I half rolled, and there before my eyes was as perfect a target as I had ever seen in my life. A pressure of a thumb, a short burst, a puff of smoke, a flash of flame, a hole on the clouds - and it was over.' - Lieutenant Robert McKenzie, No. 2 Squadron Australian Flying Corps.
When the First World War broke out in August 1914, aeroplanes were a novelty, barely a decade old. Despite this Australia became one of the only nations outside Europe to establish a military flying school - the Australian Flying Corps. Its first class of four student pilots would grow to number almost 4000 by the armistice. The young men who volunteered for service as pilots became pioneers in a completely new dimension of warfare as they struggled for control of the skies over the battlefields of the Western Front, Palestine and Mesopotamia.
Using private letters, diaries and official records, historian Michael Molkentin reveals, for the first time in over 90 years, the remarkable story of the airmen and mechanics of the Australian Flying Corps. It is a tale of heroism and endurance; of a war fought thousands of feet above the trenches in aircraft of timber and fabric without radios, parachutes or oxygen. Fire in the Sky takes readers up into this chaotic tumult among the clouds and into the midst of a war from which only one in two Australian airmen emerged unscathed.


● **Task to carry out**
For the listing below, output exactly the lines from the line with "What do you see at coordinates (418, 324)" up to and including the line with "This screenshot has width=1340, height=660.", and no other lines.

● **Supplied entries**
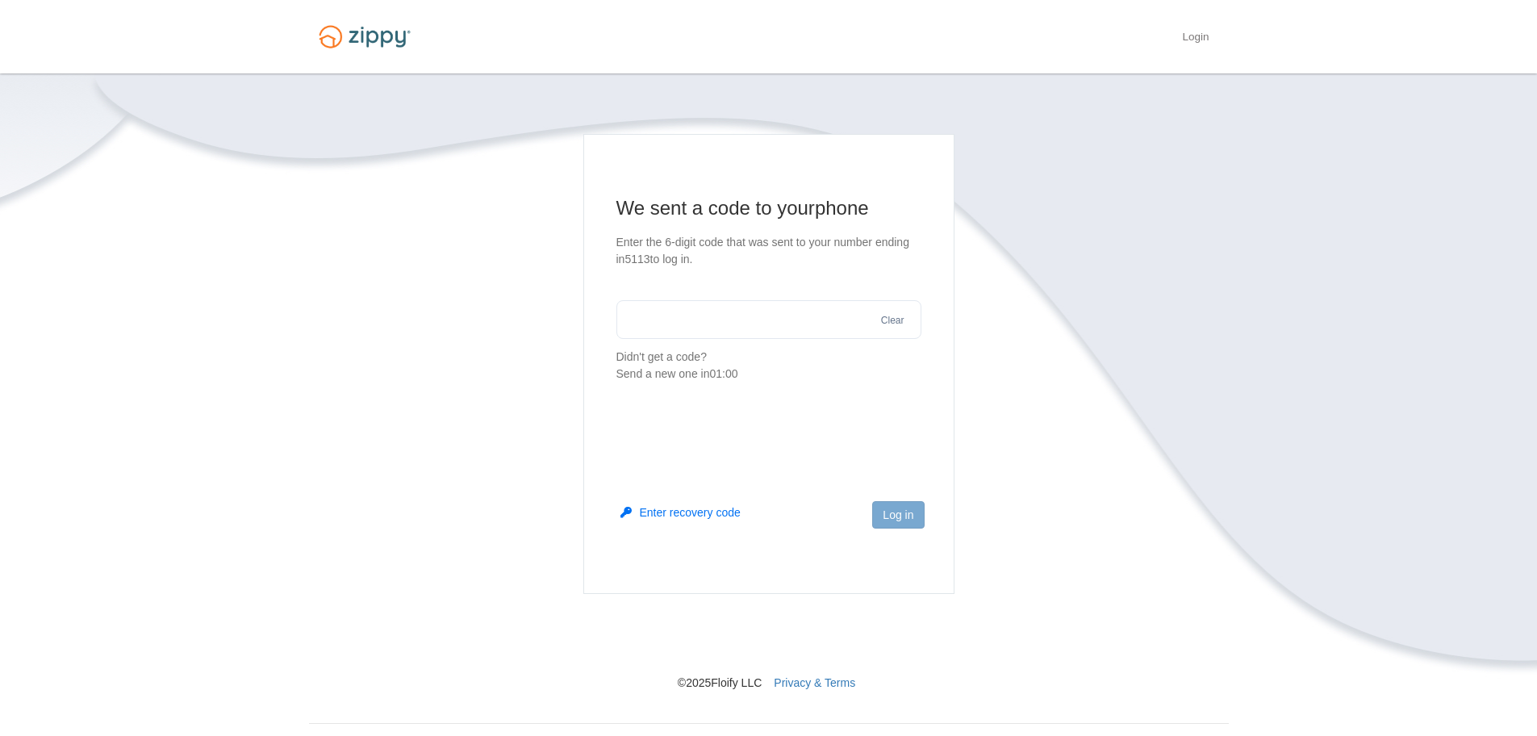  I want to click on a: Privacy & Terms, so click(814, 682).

* * *

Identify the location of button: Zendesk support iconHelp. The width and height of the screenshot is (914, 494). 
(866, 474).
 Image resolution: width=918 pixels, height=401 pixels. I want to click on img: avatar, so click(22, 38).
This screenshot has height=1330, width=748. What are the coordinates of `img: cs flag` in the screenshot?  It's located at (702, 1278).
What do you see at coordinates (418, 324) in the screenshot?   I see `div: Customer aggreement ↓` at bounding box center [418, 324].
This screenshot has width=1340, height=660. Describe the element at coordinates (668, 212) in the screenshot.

==

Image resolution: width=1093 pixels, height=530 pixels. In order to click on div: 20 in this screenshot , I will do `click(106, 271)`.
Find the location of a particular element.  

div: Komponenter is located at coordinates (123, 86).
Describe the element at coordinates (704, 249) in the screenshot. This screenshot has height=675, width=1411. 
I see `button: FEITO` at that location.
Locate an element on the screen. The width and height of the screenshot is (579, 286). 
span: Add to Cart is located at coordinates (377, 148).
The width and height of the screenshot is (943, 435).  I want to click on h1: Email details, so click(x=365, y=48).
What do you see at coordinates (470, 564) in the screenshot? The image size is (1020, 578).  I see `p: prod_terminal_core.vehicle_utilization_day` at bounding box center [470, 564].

● **Exercise result**
What do you see at coordinates (418, 324) in the screenshot?   I see `div: Customer aggreement ↓` at bounding box center [418, 324].
This screenshot has width=1340, height=660. Describe the element at coordinates (668, 212) in the screenshot.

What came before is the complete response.